A browser-based terminal workspace for developers who juggle multiple projects. Split panes, project switching, file browsing — no IDE overhead. Especially useful for CLI-based agentic coding workflows where each project needs 3-4 terminals running simultaneously.
- Multi-project workspace — organize terminals by project, switch between them instantly
- Unlimited split panes — side-by-side terminals with draggable dividers per tab
- Live sidebar cockpit — per-project status (active/idle/dead), terminal count, elapsed time
- Per-project file browsing — browse any project's files and open them in your editor
- Truthful terminal scrollback — VS Code-style scrolling, snapshot-first reconnects, and visible warnings when preserved history cannot be guaranteed
- Terminal resilience — debug inspector, transport replay catch-up, visibility-aware recovery, heartbeat monitoring
- Durable sessions — tmux-backed sessions survive browser detaches and server restarts
- Toast notifications — success/error feedback on every action, no silent failures
Prerequisites: Node.js 22+, npm 10+, and tmux (required for terminal sessions).
# Install dependencies
npm install
# Start both servers (backend :43001, frontend :43000)
./server.sh start
# Manage the service
./server.sh stop # Stop gracefully
./server.sh restart # Restart
./server.sh status # Check status
./server.sh logs # Show recent logsOpen http://localhost:43000 in your browser.

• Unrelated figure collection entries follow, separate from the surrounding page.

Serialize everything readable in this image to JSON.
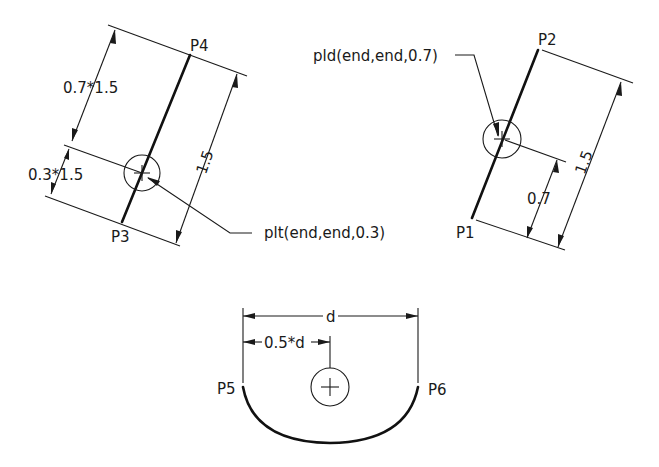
{
  "diagrams": {
    "left": {
      "start_label": "P3",
      "end_label": "P4",
      "total_dim": "1.5",
      "upper_dim": "0.7*1.5",
      "lower_dim": "0.3*1.5",
      "callout": "plt(end,end,0.3)"
    },
    "right": {
      "start_label": "P1",
      "end_label": "P2",
      "total_dim": "1.5",
      "partial_dim": "0.7",
      "callout": "pld(end,end,0.7)"
    },
    "bottom": {
      "start_label": "P5",
      "end_label": "P6",
      "total_dim": "d",
      "half_dim": "0.5*d"
    }
  },
  "colors": {
    "background": "#ffffff",
    "ink": "#1a1a1a"
  }
}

- Click + in the sidebar to add a project (give it a name and the absolute path).
- Click a project to open a terminal scoped to that directory.
- Use Split right (columns icon) to add side-by-side terminal panes — drag dividers to resize, double-click to reset.
- Use + in the tab bar to open new terminal tabs. Each tab has its own set of panes.
- The sidebar shows live status per project: terminal count, activity indicator (green = active, gray = idle, red = dead), and elapsed time.
- Click the folder icon on any project row to browse its files — clicking a file opens it in your configured editor.
- Toast notifications confirm every action and surface errors.
CodeDeck includes built-in resilience features for debugging and recovering misbehaving panes:
- Debug inspector — click the bug icon on any pane to see health status, lifecycle timeline, and diagnostics
- Recovery actions — Reconnect, Resync (transport catch-up without teardown), and Redraw (force repaint)
- Truthful reconnects — every attach/reconnect clears stale browser history and reseeds from a fresh tmux snapshot of the recent 10,000-line window
- Visibility-aware recovery — returning to a backgrounded tab automatically resizes, resyncs, and catches up missed live output
- Replay buffer — bounded per-session output buffer is transport-only catch-up, not the preserved-history authority
- Heartbeat & stall detection — detects stale views (throttled, paint lag) and surfaces the reason
CodeDeck requires tmux for all terminal sessions. If tmux is missing, the UI blocks terminal creation and prompts you to install it instead of silently downgrading durability.
# Supported terminal runtime contract
CODEDECK_TERMINAL_RUNTIME=tmux ./server.sh startLegacy non-tmux runtime values are ignored; the backend still enforces tmux-required terminals.
Set CODEDECK_CAFFEINATE=1 to wrap the server under caffeinate -i, preventing idle sleep.
Projects and settings are stored in SQLite at ~/.codedeck.db:
defaultPath— starting directory for the project pickereditorCommand— command for opening files (defaults tocode -r)
Browser (React + xterm.js)
↕ WebSocket (terminal I/O)
↕ REST (projects, files, sessions, health)
Node.js server (Express + node-pty)
↕ PTY pool (one per terminal pane)
↕ SQLite (project config)
↕ fs (file tree reads)
↕ child_process (open files in editor)
See docs/steering/ for detailed architecture, tech stack, and project structure.
See CONTRIBUTING.md for development setup and guidelines.